The History of the Several Towns, Manors, and Patents of the County of Westchester (1881 revised edition, Vol. I)

Bolton, Robert Jr. The History of the Several Towns, Manors, and Patents of the County of Westchester, from its First Settlement to the Present Time, Vol. I. New York: Charles F. Roper, 1881. Revised posthumous edition. 305 words

They are thus blazoned: -- Arms; Azure, a tilting lance proper, point upward with a pennon argent bearing a cross gules fringed and floating to the right, debruised of a fess, or Crest ; A sinister arm in armor embowed, the hand grasping a tilting lance, pennon floating, both proper. Motto ; Certum voto pete finem.

The name of tins family, anciently spelled " Land," and later " Lancy/' in France, was anglicised by Etienne de Lancy on being denizenized a British subject in 1686, after which time he always wrote his name Stephen de Lancey -- thus inserting an ue" in the final sylable. The "de" is the ordinary French prefix, denoting nobility.
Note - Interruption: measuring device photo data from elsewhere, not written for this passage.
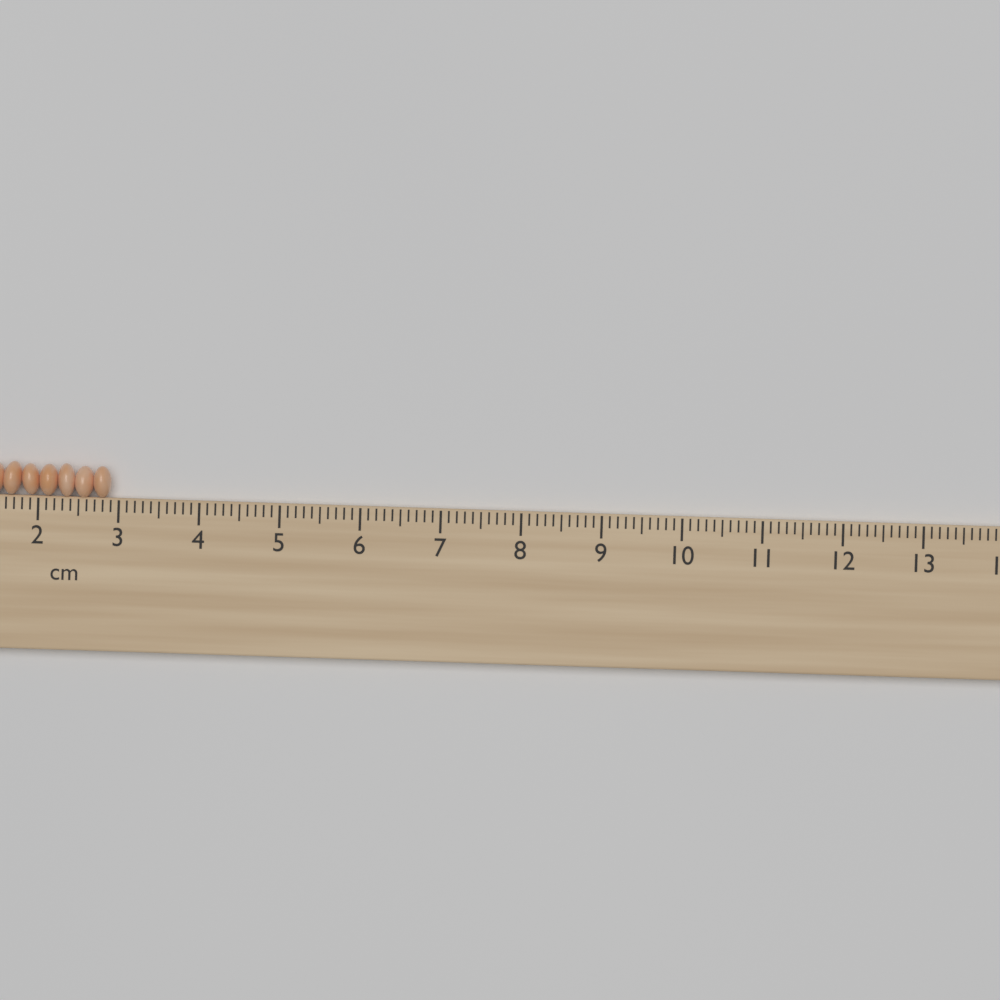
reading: 2.9 cm
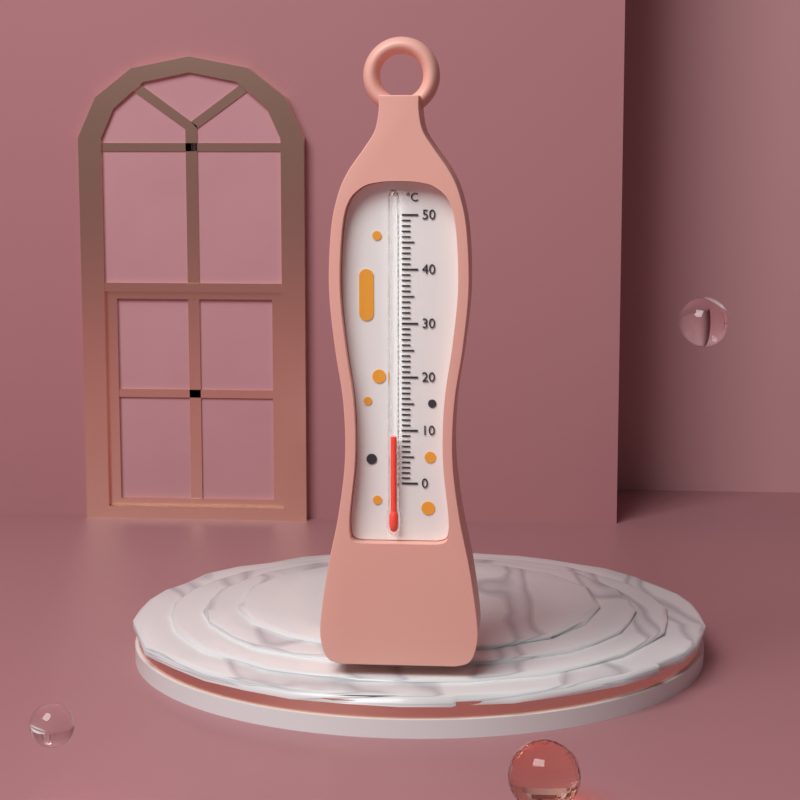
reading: 9 °C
The Seigneur Jacques (James) de Lancy, above-named, second son of Charles de Lancy, 5th Vicomte de Laval et de Nouvion, was the ancestor of the Huguenot branch, the only existing one, of this family. His son the Seigneur Jacques de Lancy of Caen, married Marguerite Bertrand, daughter of Pierre Bertrand of Caen, by his first wife, the Demoiselle Firel, and had two children, a son Etienne (or Stephen) de Lancey, born at Caen, October 24th, 1663, and a daughter, the wife of John Barbaric a On the revocation of the edict of Nantes, Stephen de Lancey was one of those who, stripped of their titles and estates, fled from persecution -- leaving his aged-mother, then a widow, in concealment at Caen, he escaped to Holland, where, remaining a short time, he proceeded to England, and taking out letters of denization as an English subject at London, on the 20th of March, 1686, he sailed for New York, where he arrived on the 7th of June following. Here with 300 pounds sterling, the proceeds of the sale of some family jewels, the parting gift of his mother, he embarked in mercantile pursuits.